Run openclaw honcho setup to configure interactively, or set values directly in ~/.openclaw/openclaw.json under plugins.entries["openclaw-honcho"].config.
KeyDefaultDescription
apiKeyHoncho API key (required for managed; omit for self-hosted).
workspaceId"openclaw"Honcho workspace ID for memory isolation.
baseUrl"https://api.honcho.dev"API endpoint (for self-hosted instances).

Self-Hosted Honcho

Point the plugin to your local instance and follow the self-hosting guide to get started:
openclaw honcho setup
# Enter blank API key, set Base URL to http://localhost:8000

Local File Search (QMD Integration)

The plugin automatically exposes OpenClaw’s memory_search and memory_get tools when a memory backend is configured, allowing both Honcho memory and local file search together.

Setup

  1. Install QMD on your server
  2. Configure OpenClaw to use QMD as the memory backend in ~/.openclaw/openclaw.json:
{
  "memory": {
    "backend": "qmd"
  }
}
OpenClaw manages QMD collections automatically from your workspace memory files and any extra paths in memory.qmd.paths.

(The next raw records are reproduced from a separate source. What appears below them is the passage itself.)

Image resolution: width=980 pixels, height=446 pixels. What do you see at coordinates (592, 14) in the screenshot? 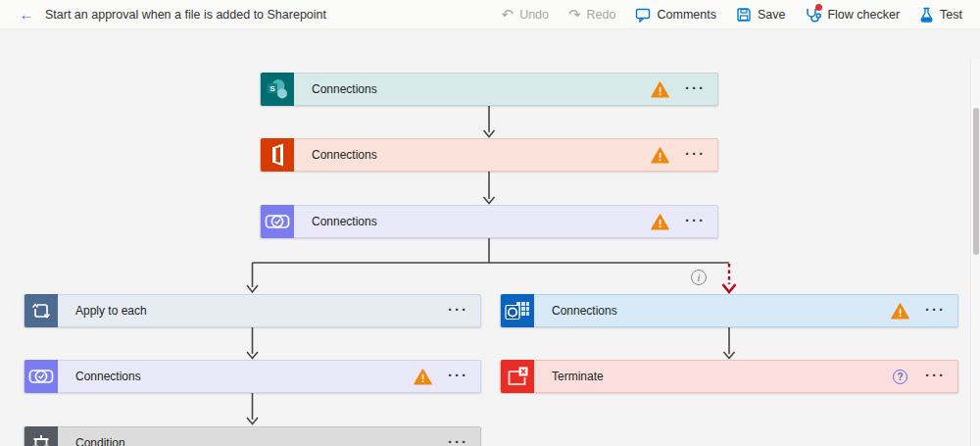
I see `redo-button: ↷ Redo` at bounding box center [592, 14].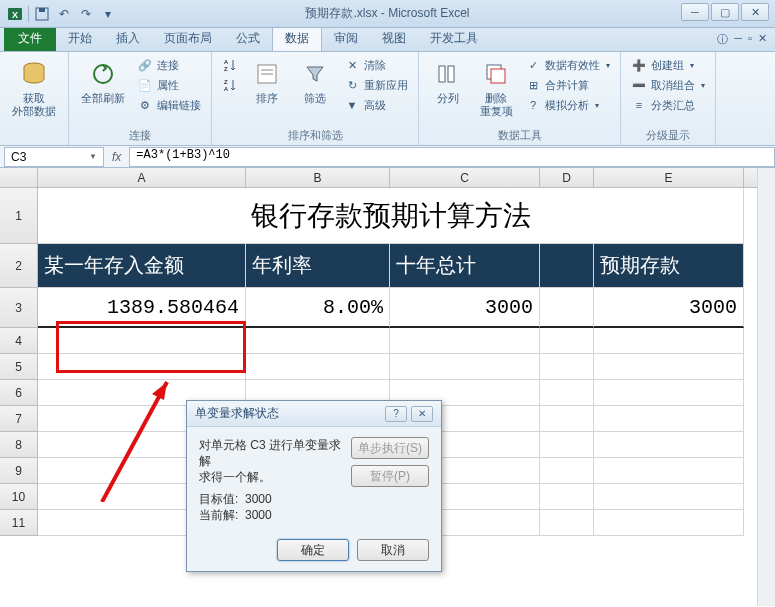 This screenshot has height=607, width=775. Describe the element at coordinates (669, 266) in the screenshot. I see `cell-E2: 预期存款` at that location.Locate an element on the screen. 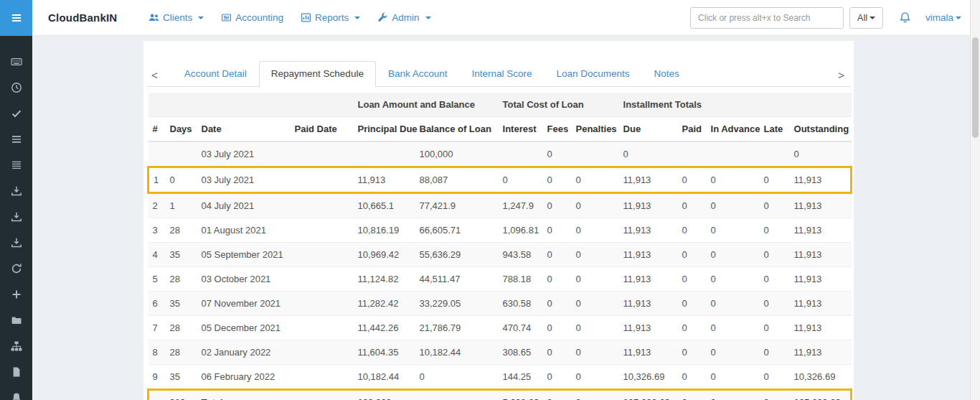  cell: 01 August 2021 is located at coordinates (244, 231). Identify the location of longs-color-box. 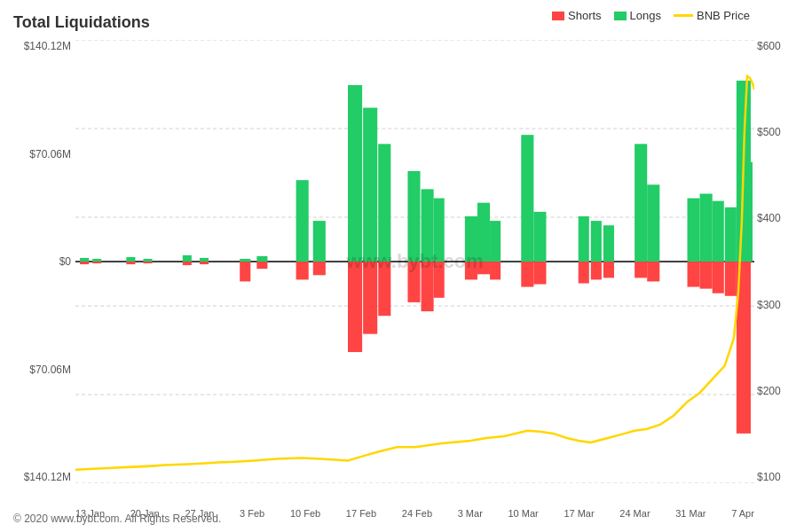
(620, 16).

See the QMD Memory Engine docs for full setup.
  1. Restart the gateway:
openclaw gateway restart

Available Tools

When QMD is configured, you get both Honcho and local file tools:
ToolSourceDescription
honcho_*HonchoCross-session memory, user modeling, dialectic reasoning
memory_searchQMDSearch local markdown files
memory_getQMDRetrieve file content

Next Steps

GitHub Repository

Source code, issues, and README.

OpenClaw Memory Docs

Memory backends, search, and configuration in the OpenClaw docs.

Honcho Architecture

Learn about peers, sessions, and dialectic reasoning.